A time to dance

What a strange and diverse weekend I’ve just experienced.  Saturday brought my first ever Little-Girl-Dance-Recital, revisions, revisions, revisions, sock folding, and a youth basketball game.  On Sunday, there was a big breakfast, some football, more revising, the first of many Christmas gatherings (this one with the out-of-towner in-laws), and  initial prep for the Big Day next Sunday.

Oh, and it was trash day, too.  If that matters to you.

For the record, all that revising means I completed revision pass 2 of The Novel on Sunday.  It might not be ready for the great big world of submissions yet, but I think I am ready to get some cold, hard, feedback from other people.

Yes, I did say, "Little Girl Dance Recital."  More specifically, Saturday morning, the Princess Puddinette twirl, hopped, and I think even plie-d in her dance school’s (is that what you call them?) Christmas show.

In all honesty, I was not particularly looking forward to it.

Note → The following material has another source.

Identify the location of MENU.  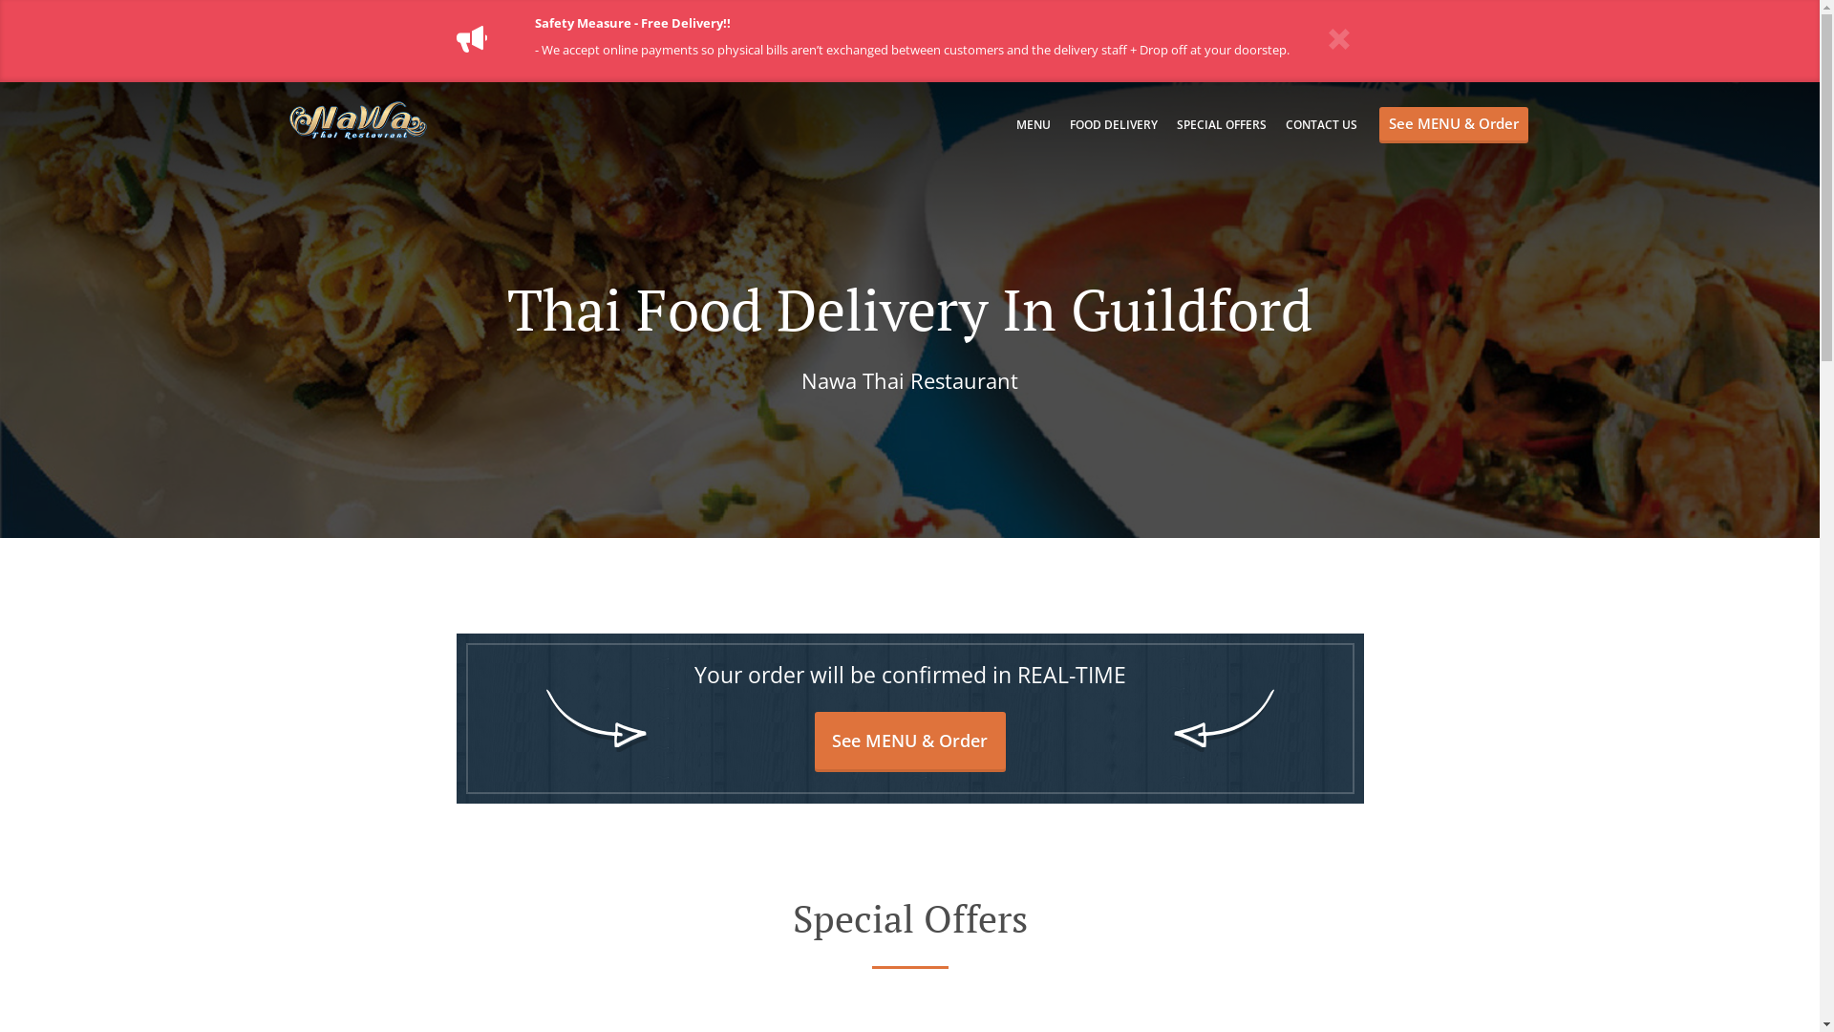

As much as that probably makes me some kind of ogre – I mean, who wouldn’t be ecstatic at their little girl’s first recital? – I swear it’s not my fault.  It’s just that the whole thing is, or, well, was, completely foreign to me.

I had only one sister growing up, and she’s six years younger than I am.  So by the time she had dance events, I was in my teens and roaming the world freely with a driver’s license and disdain for anything even potentially culturally significant.  As a 16 year-old my worldview could basically have been boiled to: Fart jokes? Yay! Dancing? Lame!

Thus, I was either completely ignorant of or willfully dismissive of whatever types of choreographic activities my sister might have participated in.

I suppose that makes me some kind of heel. What can I say? I certainly wasn’t the only teenage cretin around in The Day.

Having no experience with the whole thing, then, I couldn’t help but view the upcoming show with anything but trepidation.  I mean, we’re talking about a perfectly good Saturday afternoon here, spent watching little girls bounce around a stage to Bing Crosby’s "White Christmas"; the very picture of utter chaos.

And let’s be honest, even as an adult, I’m still not the type of guy to sit watching professional dancers do their thing.  In fact, I’d probably rather have knitting needles buried under my fingers, one at a time.  I know there’s art in there and I should, I don’t know, learn to appreciate the creativity, expression, form, etc, etc.  But I’m still a teenage cretin at heart.

The only difference between now and then is that as an adult I realize the reason I don’t get into this stuff isn’t about the dancing, the dancers, the production, whatever.  It’s about me.  In other words, it’s not lame, I’m lame.

Still, that understanding didn’t help me view the potential for the Christmas show favorably.  I full expected that when I sat down in the small auditorium, the lights would drop and time would stretch out before me like I was approaching the singularity of a black hole.  Ninety minutes of watching little girls prance their way through Jingle Bells, the Sugar Plum Fairy, and Frosty the Snowman would drag on and on until, when I finally stepped away, blinking into daylight for the first time in decades, I’d be ready to retire and move to Florida.

And perhaps even a little peckish.

But here’s the thing: my fears and inclinations about the whole thing were not only absolutely Cro-Magnon, but they were also completely wrong.

It turns out, the show was, well, kind of enjoyable.  Sure, not everyone on stage was the next Barishnikov or what’s-her-name*, but the show’s participants ranged from the just-beginning to the obviously dedicated.  There were parts that were fun and parts that were funny (sometimes unintentionally), parts that were well done and some that were even, um, sort of, uh, moving.

Shut up.

Do I want to spend every Saturday afternoon this way?  Sweet crispy rice treats, man, no.  The lure of a bucket of chicken wings and college football will never diminish.  But I guess there are worse things than taking an hour and a half as Christmas approaches to watch one’s little girl grow up, on stage, right before your very eyes.

Pud’n


*Yeah, I got no idea. I would’ve used one of those "Dancing with the Stars" chicks, but I don’t know them, either.